Erwin had known for months.  At first his jealousy was hot and sharp, lodged itself in his throat when she spoke to him, in his groin when she moved close.  After a time the sharpness eased and something new took its place, something heavy and smooth as a river stone.  The feel of it became a comfort; he thought the weight of it held his heart in place.  

He pulled the washtub out from under the porch steps and turned on the hose to fill it.  The water splinked and spluttered against the tin basin, swallowing his wife's voice.  

Erwin knew he no longer understood her, couldn't make sense of the things she needed. He thought the lover might deserve her.  After all, it was the lover who'd recognized the space the first Myrna left behind, known she needed it filled. Erwin had only thought to try again.  He was a gardener, used to frosts and pests and dry seasons. He was always prepared to replant. 

When the tub was filled he went for Red. He was under the empty hutch, licking the dried blood from his paws.  He was a good old dog and still a good hunter.  Erwin appreciated how little Red had changed over the years, how little things had changed between them.  He knew that when he called Red over and pointed at the washtub, Red would drop his head low and creep toward it, looking back over his shoulder after every few steps.  He knew that when Red reached the tub he would stop and cringe, and that Erwin would have to hoist him up over the side and into the water.  It made Erwin feel foolish, how grateful he was for those certainties. 

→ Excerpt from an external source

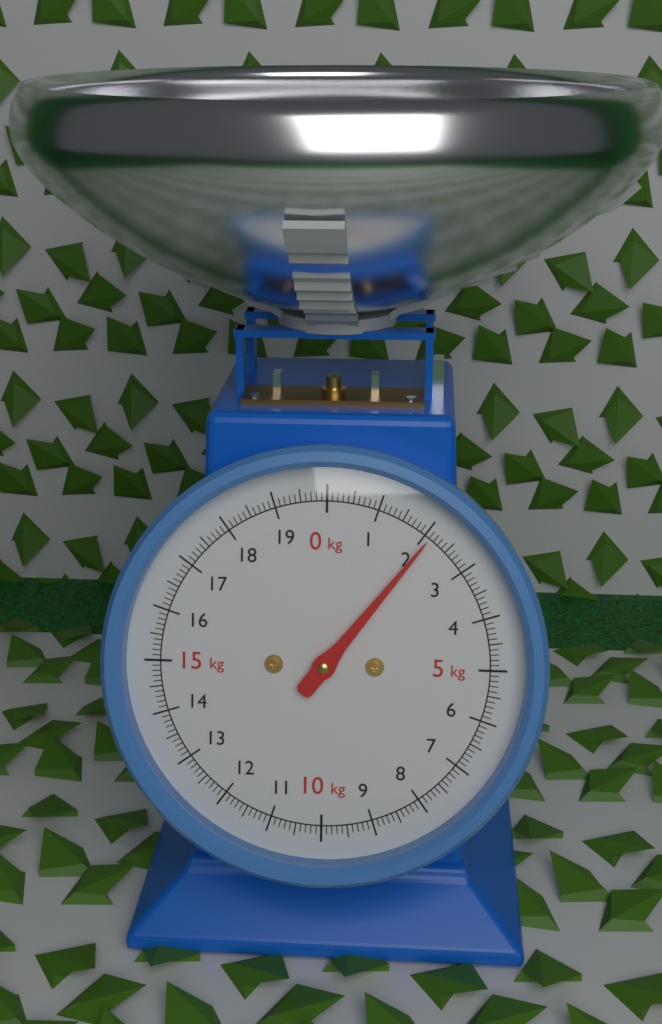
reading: 2.1 kg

He used his own shampoo on Red, scrubbing him all over.  He spent extra time on his paws, carefully rinsing the blood-stiff tufts of fur between each pad.  The bath took a long time; Red needed the washing.

When it was over Erwin dragged the tub around to the hutch and dumped it out.  Without the sounds of the bath he could hear his wife again. He wondered if Red knew her lover.  Erwin didn't.  He decided early on to know as little as possible.  It would leave more to his imagination while it lasted, but there would be less to hold onto when it passed.  Once the squash sprouted up from the rabbit's grave there would be almost nothing left of it at all.